ScholarMiner is a distributed search and indexing system for research papers. The application accepts a Google Scholar results URL, extracts matching IEEE papers and abstracts, builds an inverted index with Hadoop Streaming, and exposes search and Top-N term queries through a Flask web interface.
The system pairs a lightweight user-facing application with an asynchronous processing pipeline so that interactive requests remain simple while indexing and scraping work can run independently.
- Accepts a Google Scholar results URL from the web application
- Scrapes IEEE paper metadata and abstracts
- Builds and refreshes an inverted index with Hadoop Streaming on Dataproc
- Serves low-latency search and Top-N term queries through Redis
- Persists indexed state to PostgreSQL and backs up cache state to Google Cloud Storage
- Provisions cloud infrastructure with Terraform
- Python
- Flask
- Apache Kafka
- Hadoop Streaming / Dataproc
- Redis
- PostgreSQL
- Terraform
- Docker
- Google Cloud Platform
flowchart LR
U[Browser] --> F[Flask Web App]
F -->|index/search/top-n requests| K[(Kafka)]
K --> B[Backend Worker]
subgraph DP[Dataproc Cluster]
B --> S[Scraper]
B --> H[Hadoop Streaming Jobs]
H --> X[(HDFS)]
end
B --> R[(Redis)]
B --> P[(PostgreSQL)]
B --> G[(Google Cloud Storage)]
F -->|cached reads| R
F -->|response correlation| K
The frontend does not execute long-running scraping or indexing work directly. Instead, it publishes requests to Kafka and waits for a correlated response using a generated request_id. This follows a producer-consumer model with a correlation ID pattern for request tracking. It decouples the web layer from the data-processing layer and keeps the UI responsive even when indexing work is expensive.
The project uses a practical read/write split:
- Write-heavy operations such as scraping, Hadoop indexing, and index refreshes run asynchronously in the backend worker
- Read-heavy operations such as term lookup and Top-N queries are served directly from Redis whenever possible
This keeps interactive queries fast while isolating the more expensive indexing workflow behind an asynchronous boundary.
To avoid repeating expensive scrape-and-index operations for the same source URL, the backend stores previously processed URLs in Redis. Repeated indexing requests can short-circuit early, which reduces unnecessary external API usage and redundant cluster work.

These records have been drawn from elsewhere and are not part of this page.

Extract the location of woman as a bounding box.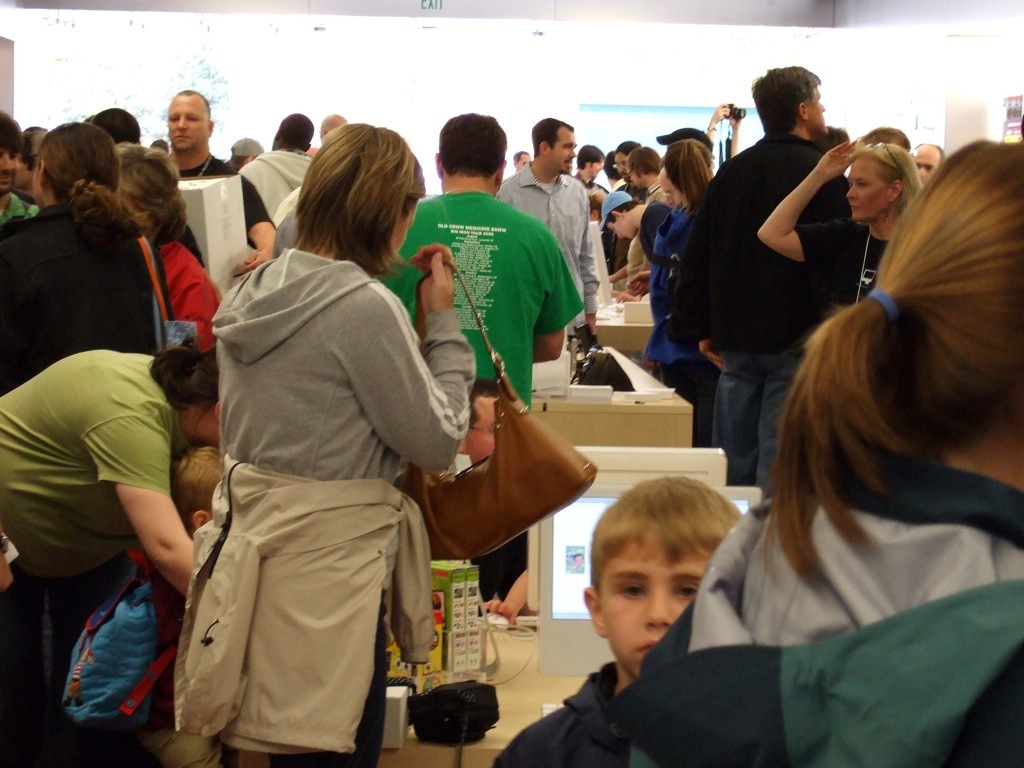
{"x1": 0, "y1": 120, "x2": 167, "y2": 390}.
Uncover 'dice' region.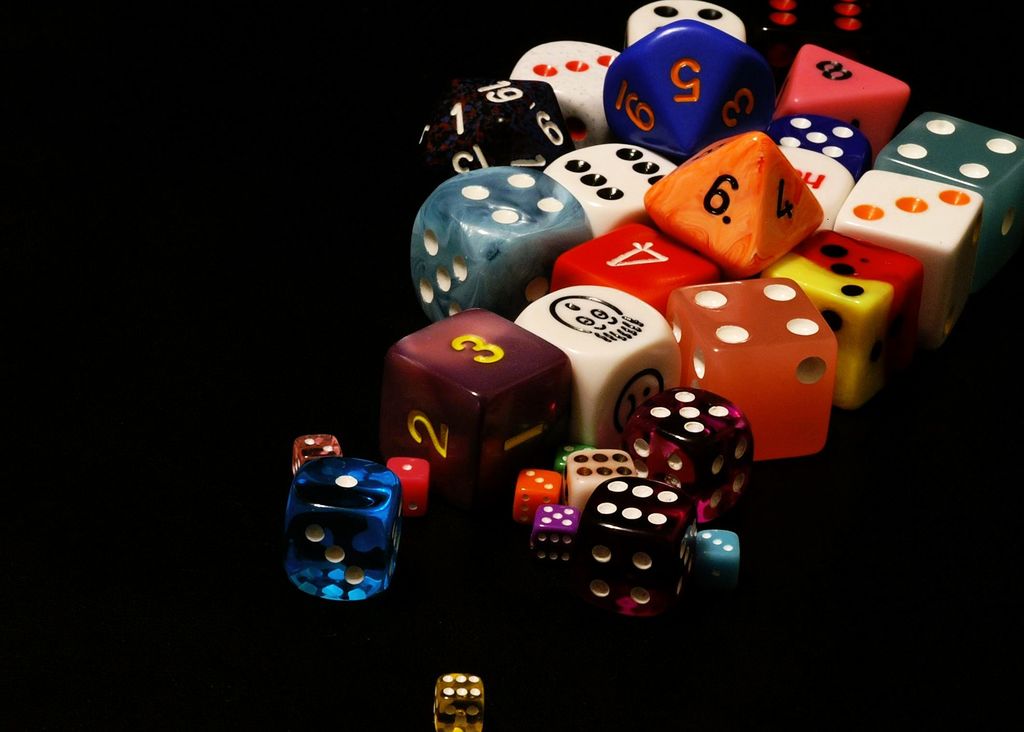
Uncovered: box(387, 451, 430, 516).
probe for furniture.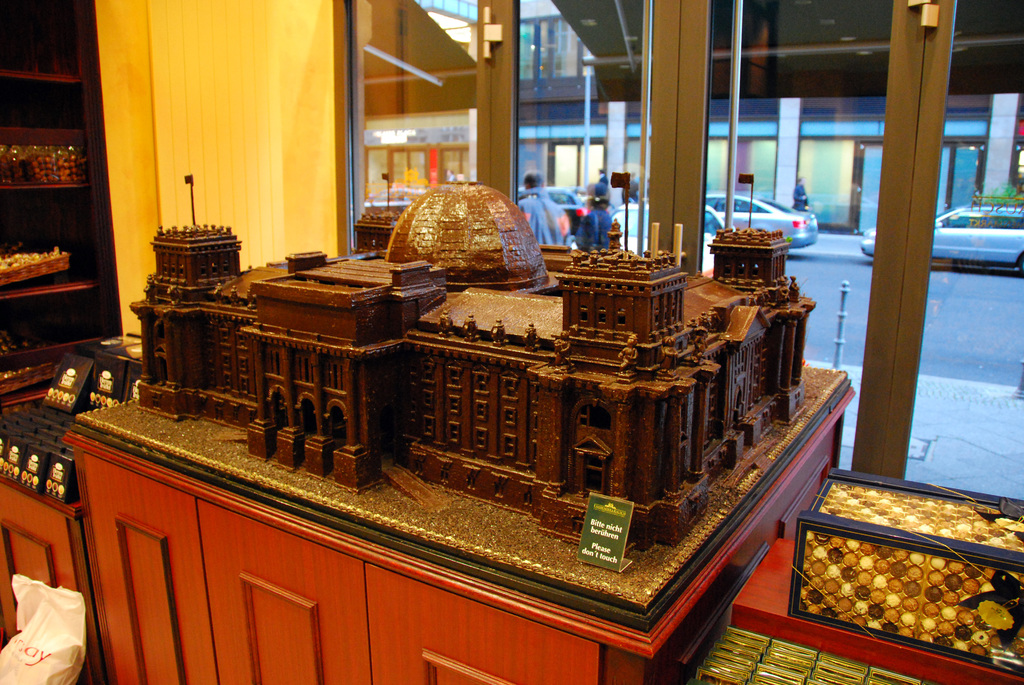
Probe result: {"left": 61, "top": 387, "right": 858, "bottom": 684}.
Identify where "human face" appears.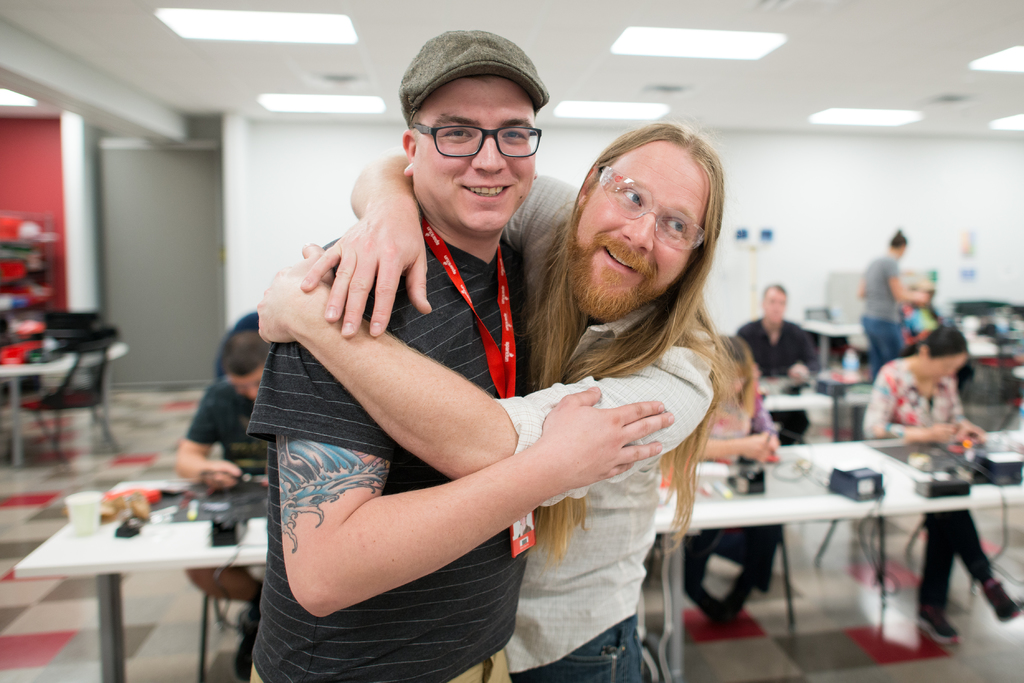
Appears at 573,137,705,315.
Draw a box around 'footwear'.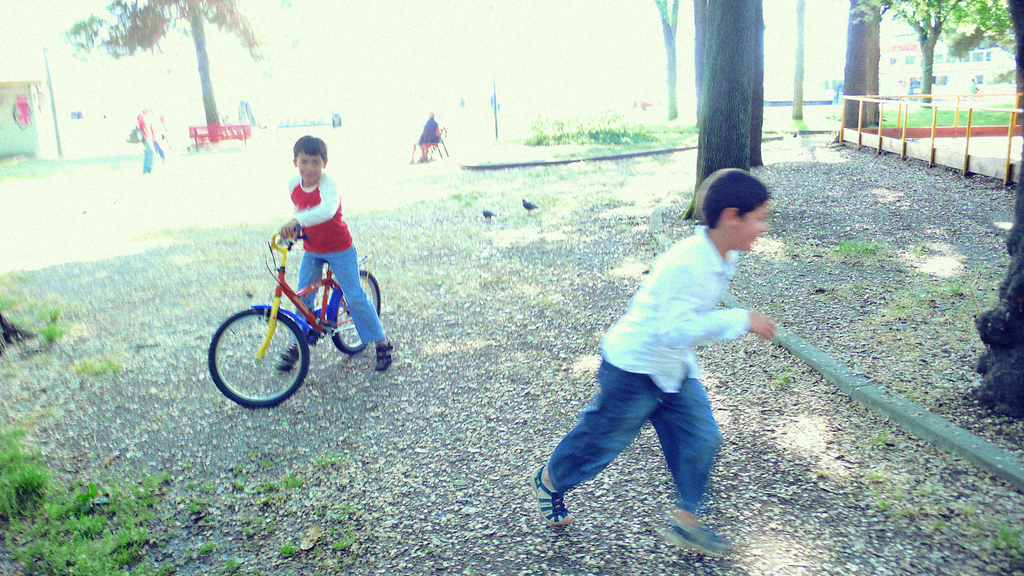
select_region(378, 338, 394, 371).
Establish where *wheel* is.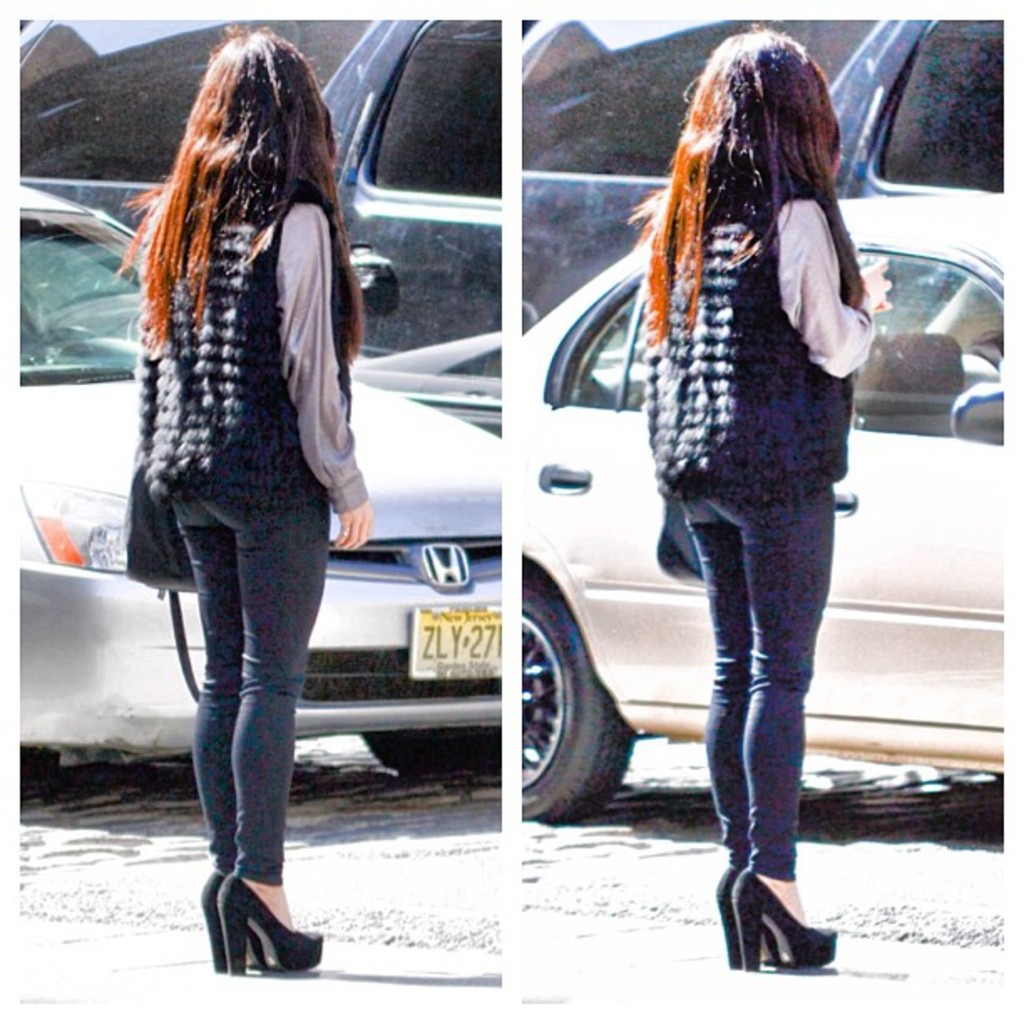
Established at <region>363, 724, 500, 770</region>.
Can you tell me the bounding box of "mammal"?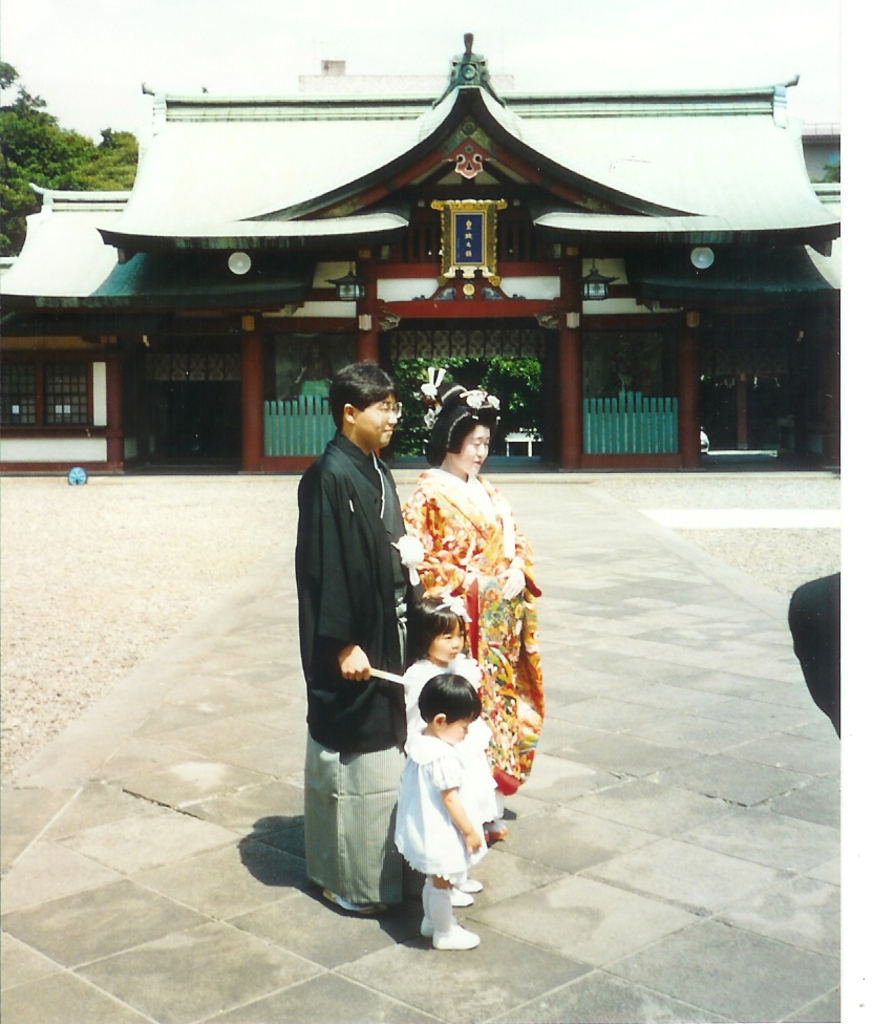
295,361,421,920.
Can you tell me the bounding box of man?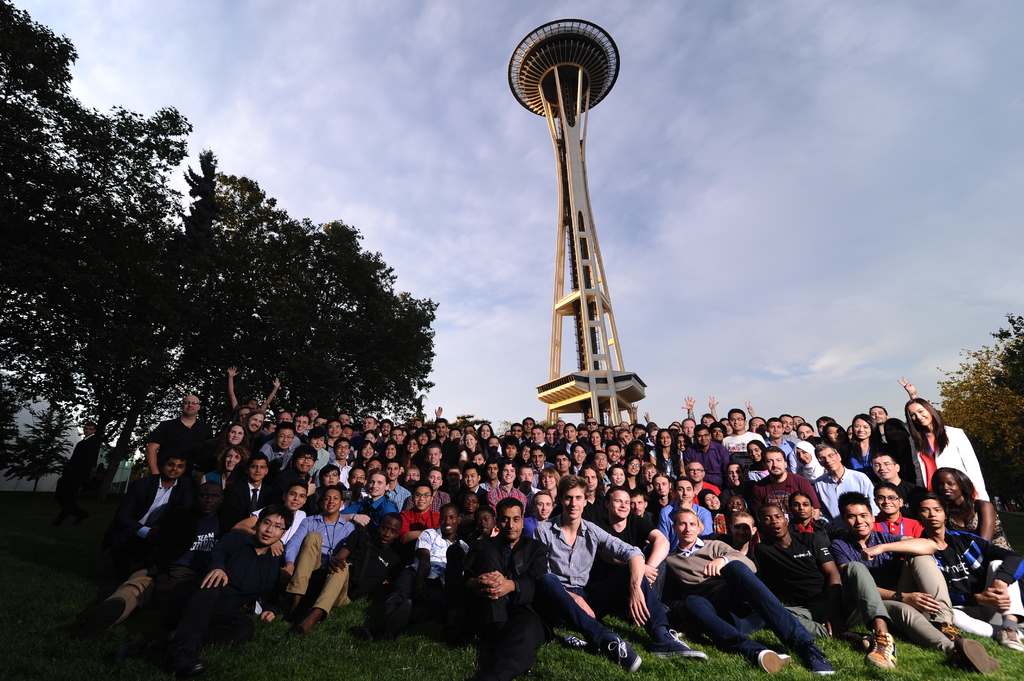
box=[644, 503, 834, 680].
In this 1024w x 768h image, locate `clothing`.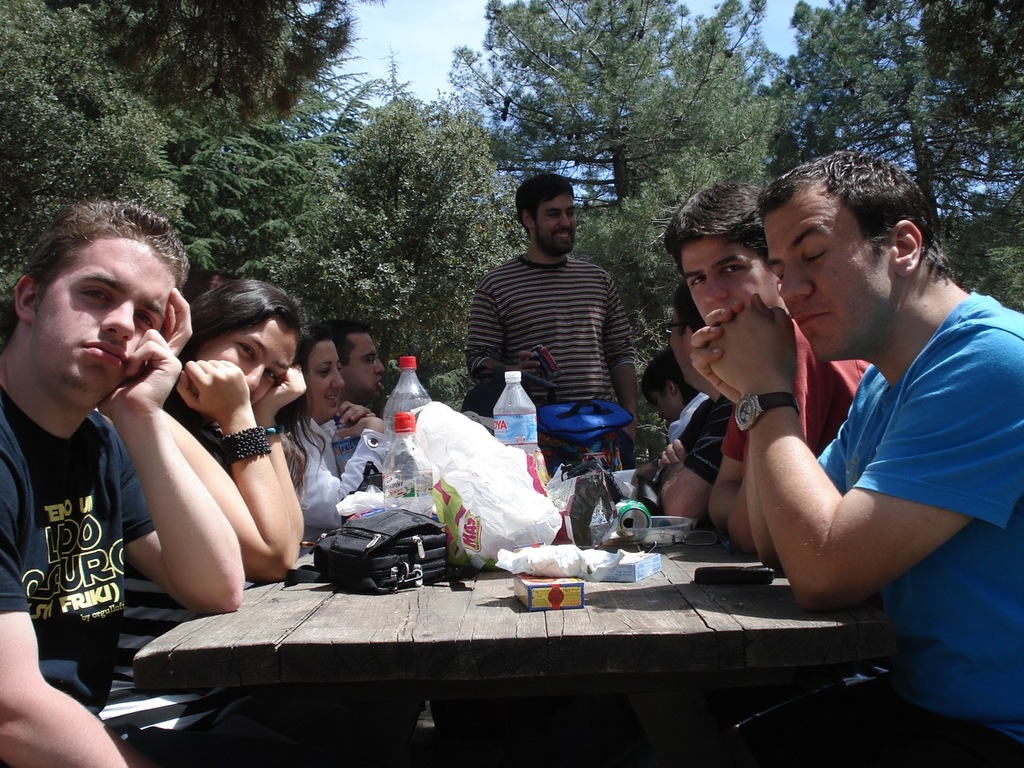
Bounding box: [x1=12, y1=323, x2=169, y2=691].
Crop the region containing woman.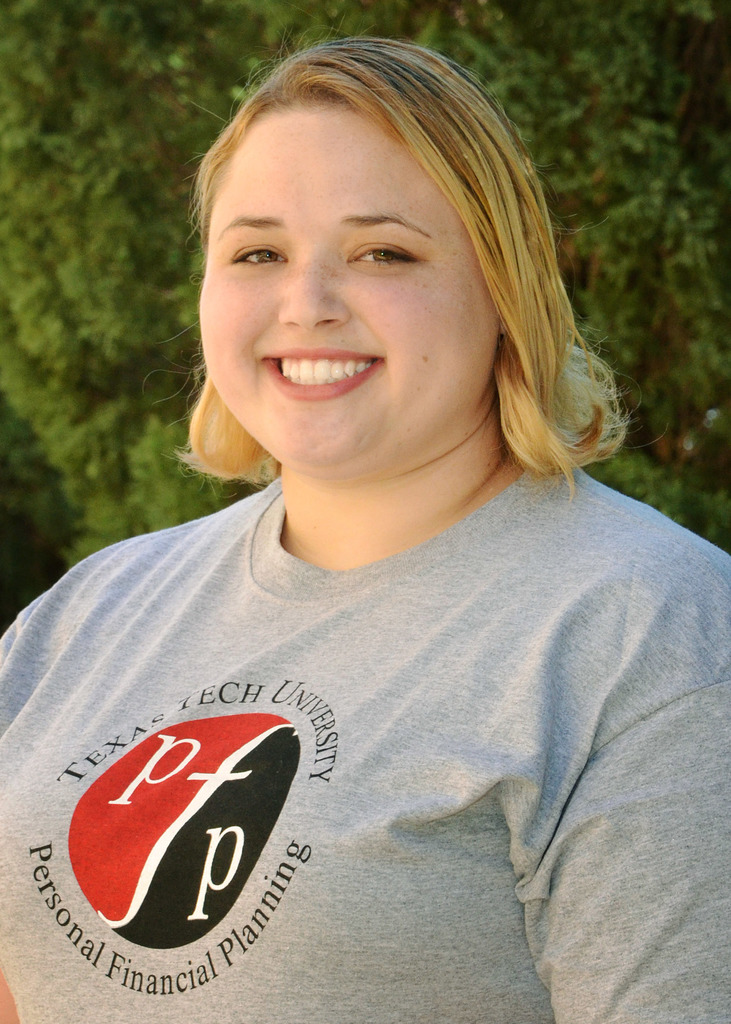
Crop region: select_region(0, 63, 719, 994).
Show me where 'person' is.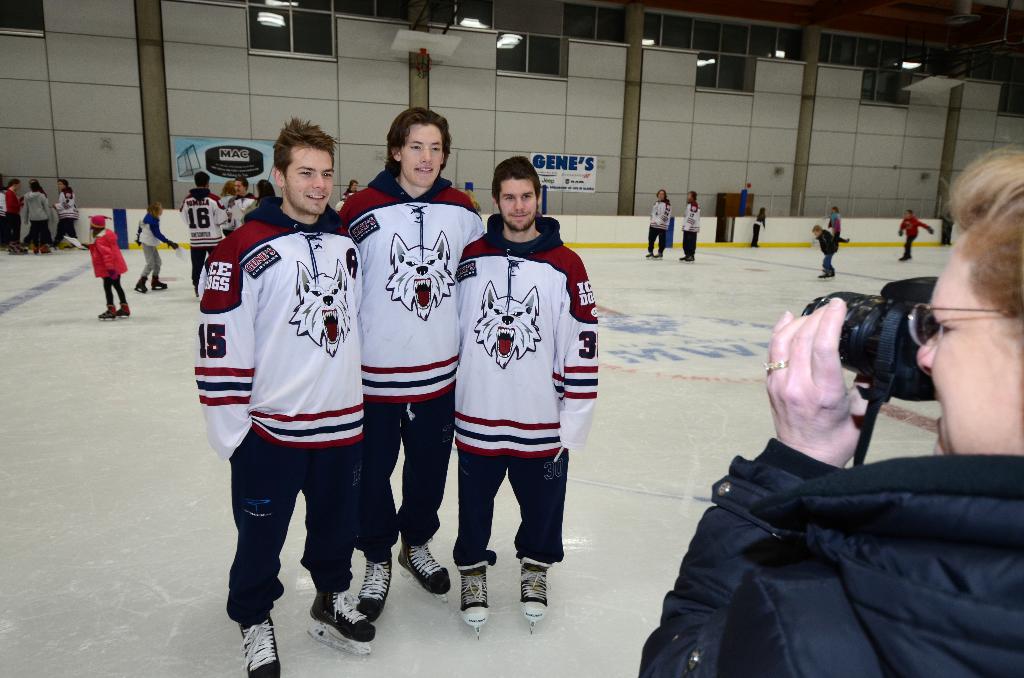
'person' is at rect(340, 113, 485, 615).
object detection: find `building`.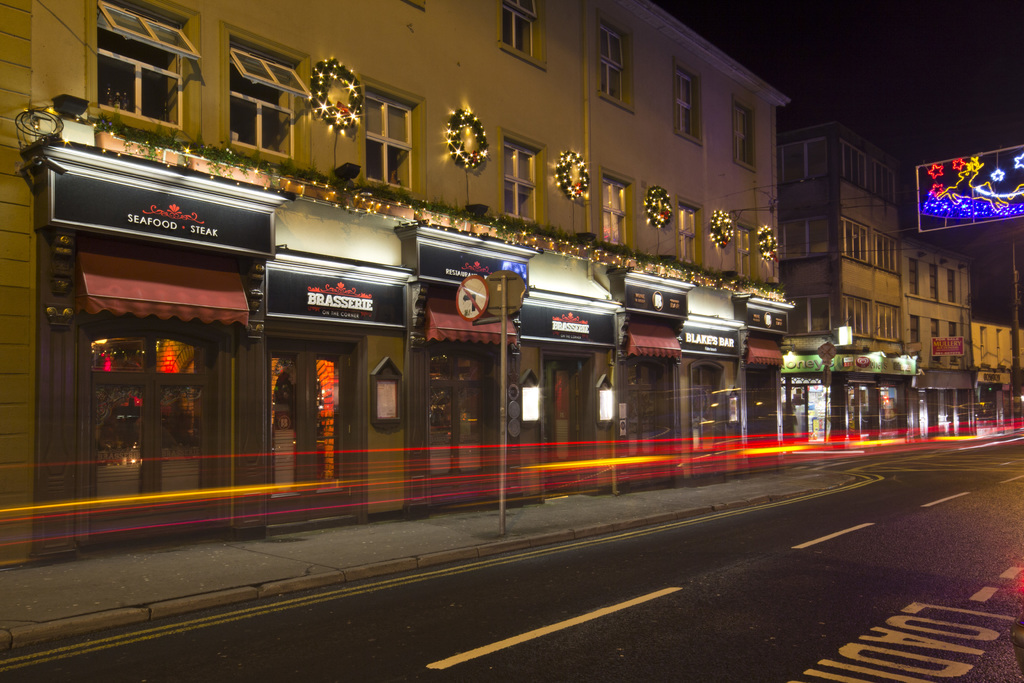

Different storage systems are used for different operational goals:
- Redis handles latency-sensitive reads and ranked term queries
- PostgreSQL stores structured index data durably
- GCS is used as a recovery layer so the worker can restore previously computed state on startup
This is a deliberate trade-off in favor of operational clarity rather than forcing every workload through a single datastore.
The heavy computation is pushed into Hadoop Streaming jobs rather than the web process. The Flask application remains a thin orchestration layer, while the backend handles distributed processing, persistence, and cache refreshes. This separation keeps the application easier to reason about and makes performance bottlenecks more explicit.
- A user submits a Google Scholar results URL in the Flask application.
- The app publishes an indexing request to Kafka.
- The backend worker scrapes paper data and writes TSV input into HDFS.
- Hadoop Streaming generates the inverted index.
- The backend persists the results to Redis and PostgreSQL, and writes a recovery copy to GCS.
- Search and Top-N requests are answered from Redis when available, with backend processing used as a fallback path.
lightweight-app/: Flask application, templates, and frontend container assetscluster-app/: backend worker, scraper, Kafka utilities, and MapReduce scriptsterraform/: infrastructure definitions for GCP resourcesutils/: helper scripts and benchmarking utilitiesDEPLOYMENT_GUIDE.md: detailed deployment and operational notes
The primary workflow for this project is a GCP-backed deployment. For local frontend testing, the Flask app can still be built and run from lightweight-app/, but the full system expects Kafka, Redis, and the backend worker to be available in the deployed environment.
If you want to run the frontend locally, configure the required environment variables in lightweight-app/.env so it can reach the deployed services.
- Copy the Terraform variables file:
cd terraform
cp terraform.tfvars.example terraform.tfvars-
Fill in
project_id,region,zone, andserpapi_key. -
Provision the infrastructure:
terraform init
terraform apply -auto-approveTerraform outputs the service URLs and internal infrastructure details used by the rest of the system. For the full deployment walkthrough, including backend worker setup and verification steps, see DEPLOYMENT_GUIDE.md.
This project is licensed under the GNU Affero General Public License v3. See LICENSE for details.